Private sector thermal power plant developments are the foundation of Mexico’s modernized power sector. By promoting gas-fired plants to replace aging diesel and oil-fired units, Mexico has achieved cleaner-burning facilities and reduced the country’s carbon footprint and inventory of conventional pollutants. Controlling the size and locations of the plants in each IPP request for proposals, CFE has been able to strategically leverage private investor funds to meet the public demand for electricity in regions of the country in greatest need of additional power generation capacity. During the last 18 years of Mexico’s IPP program, CFE has targeted power generation development in the most critical power starved regions of the country.

An unintended shortcoming of CFE’s otherwise successful IPP program has been pressure on the country’s natural gas supply. During the course of two decades, Mexico moved from a natural gas exporter to a net importer. Natural gas demand has increased to the point that Mexico has had to promote liquefied natural gas regasification facilities throughout the country (including in Altamira, Baja California, and Manzanillo) to augment its domestic supplies. In order to accommodate new entry points for natural gas supplies, the Ministry of Energy will need to expand Mexico’s vast pipeline network.
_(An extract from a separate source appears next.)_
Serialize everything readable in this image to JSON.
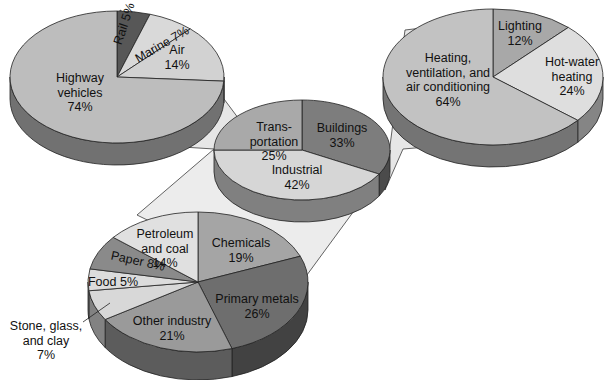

Similar to the activity in the U.S., Mexico has seen a surge in activity surrounding renewable energy. CFE has been addressing issues of wheeling power, which hindered the past development of renewable power projects. CFE’s preexisting wheeling structure failed to account for wind’s intermittent nature and penalized wind power projects for failing to produce a stable constant electricity supply. Today, CFE’s wheeling arrangements account for wind power’s intermittent nature. CFE has created a system where a renewable energy project can “bank” excess energy production during periods when an off-taker does not require energy from the project and allow the user to access the “banked” energy during periods that the power project does not produce sufficient energy to meet its energy needs. Additionally, postage-stamp wheeling charges earmarked solely for renewable energy have benefited renewable energy production. As a result, buyers of wind power see power rates that directly compete with fossil-fuel generated energy.

The true test of whether the projects are viable is determining if third party non-recourse financing is available. In Mexico, commercial lending institutions are actively looking for lending opportunities to well-structured infrastructure projects. Multilateral lending institutions, such as the International Finance Corp. (IFC) and the Inter-American Development Bank (IADB) are also working in the Mexican market with creative financing structures.

In addition to multilateral financing institutions and commercial lenders, international development banks, such as FMO (the Netherlands) have supported infrastructure projects that promote certain economic, environmental or social objectives. Some international development banks have even prioritized the Mexican market as a target lending environment in order to spur the development of certain projects, such as renewable energy power plants. 

Dino T. Barajas
is a partner in the Corporate Practice group of the law firm Akin Gump Strauss Hauer & Feld LLP specializing in project finance and Latin American transactions.